Only practicing physicians in training were allowed to leave the building, she said, along with students who had signed a statement saying they were responsible for their own safety and had received approval from university officials. Others were given permission to miss classes.

Sergei Baranov, acting dean of the university’s foreign students department, said the school was conducting emergency drills through Saturday. Asked why only foreign students were involved in the exercise, Baranov said the university was at the same time trying to protect students from possible violence.

“We are trying to kill two birds with one stone — these days the danger of some incidents is higher,” he said.

‘It’s horrible that this is happening’
Ganeline bought two cartons of milk, four containers of yogurt, apples, corn and rolls of toilet paper and prepared to spend the next three days isolated in the dorm with fellow students.

“It’s horrible that this is happening,” she said, referring to the rising xenophobic sentiments in Russia.

Russia has seen a marked rise in racism and xenophobia over the past several years, with nonwhite or dark-skinned residents, foreigners and Jews bearing the brunt of the violence.

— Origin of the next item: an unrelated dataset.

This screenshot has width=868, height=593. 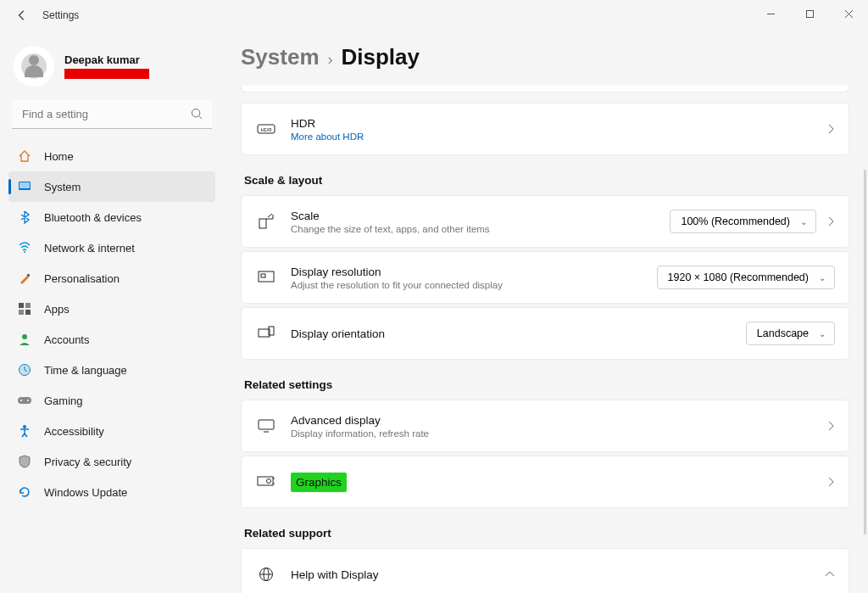 What do you see at coordinates (112, 309) in the screenshot?
I see `nav-apps: Apps` at bounding box center [112, 309].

According to the human rights center Sova, which monitors xenophobia, 53 people were killed in 2006 and 460 others were injured in apparent hate crimes.

Activists say authorities do little or nothing to combat the problem and that obvious hate crimes are regularly classified as mere hooliganism.

Alexander Brod, head of the Moscow Bureau for Human rights, said authorities should do more to prosecute hate groups and protect foreign students rather than subject them to restrictions.

“The activity of radicals is significantly increasing,” he said. “But the decisions of the university officials ... must not violate the freedom of movement of foreigners.”